Five minutes later his mum wrote: “Why does your room look like a natural disaster zone?” Ten minutes later his best friend Tom messaged him: “Did you dip your camera in mayonnaise or what?”
But Marvin kept going. Influencers needed a niche. And there were so many trends: gym-tok, minimalism, crypto hype, self-care, work-life balance, Notion templates, AI art.
AI! That was it!
He decided to become an “AI lifestyle influencer”. He wanted to use AI to plan his stories, generate motivational quotes, and maybe even create photos in which his room looked a little less like a disaster area.
His next story was titled: “How AI Changes My Life 🚀 – Day 1”.
The AI wrote a very inspiring text for him. Unfortunately, Marvin mixed up German and English and accidentally posted a weird hybrid:
“Rise and shine, you gorgeous Kartoffel 🥔💫 – today is your day!”
The reactions came quickly. Tom wrote: “Bro, did you just call me a potato?” A stranger commented: “I feel seen.”
Now that Marvin already had what he proudly called a “community” (fourteen followers, eleven of them bots), he planned the perfect drink for his daily self-improvement routine: matcha. Matcha was everywhere – green energy, trendy aesthetics, expensive enough to hurt even hipsters a little.
He ordered a matcha set online and filmed himself preparing it. What he didn’t know was that you can’t just treat matcha like instant coffee and dump it straight into the mug. The result was a green cloud of powder that slowly engulfed his kitchen. His phone recorded him coughing and stumbling out of frame.
He posted the reel with the “Mission Impossible” theme on top.
Then the unbelievable happened: the video went viral.
20,000 views.
Comments like: “This is the most authentic matcha tutorial I’ve ever seen” and “Same energy when I try to improve my life 😂” started piling up.
Marvin felt validated. He was on his way.
Next came level two: collaborations. He wrote to small brands asking if they wanted to work with him. One actually replied:
“Dear Mr K., we are interested! Please send us your media kit.”
Marvin googled: What on earth is a media kit?
After three more AI-generated attempts he finally managed to put something together. Unfortunately, page two contained not a demographic chart but an AI illustration of a dancing avocado toast.
The brand politely responded: “Very creative. Please get back to us once you have real numbers.”
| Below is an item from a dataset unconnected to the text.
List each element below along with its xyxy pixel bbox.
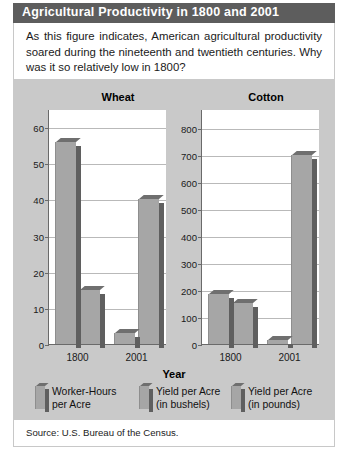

But Marvin didn’t give up. He kept posting reels, inspirational quotes (some of them unintentionally food-based, like “Follow your path, you little pancake”) and tried the next big wave: fitness self-tracking.
His very first “progress shot” was completely dark because he forgot to turn on the light. Somebody commented: “Bro, are you a shadow being?”
And then it happened again: his chaotic, imperfect clips became a trend. “Influencers failing realistically” – a brand-new category.
A podcast mentioned him. A meme page reposted his matcha explosion. Suddenly he had 10,000 followers.
His next reel said: “I just tried to live a trendy life – and accidentally became the trend.”
That evening Marvin sat on his couch, drinking matcha (properly prepared this time), grinning to himself. Maybe the real trend wasn’t perfection. Maybe the real trend was being as wonderfully chaotic and real as everyone actually is.
He looked into the camera and said: “Rise and shine, you gorgeous potatoes – today we’ll manage to do at least something kind of right!”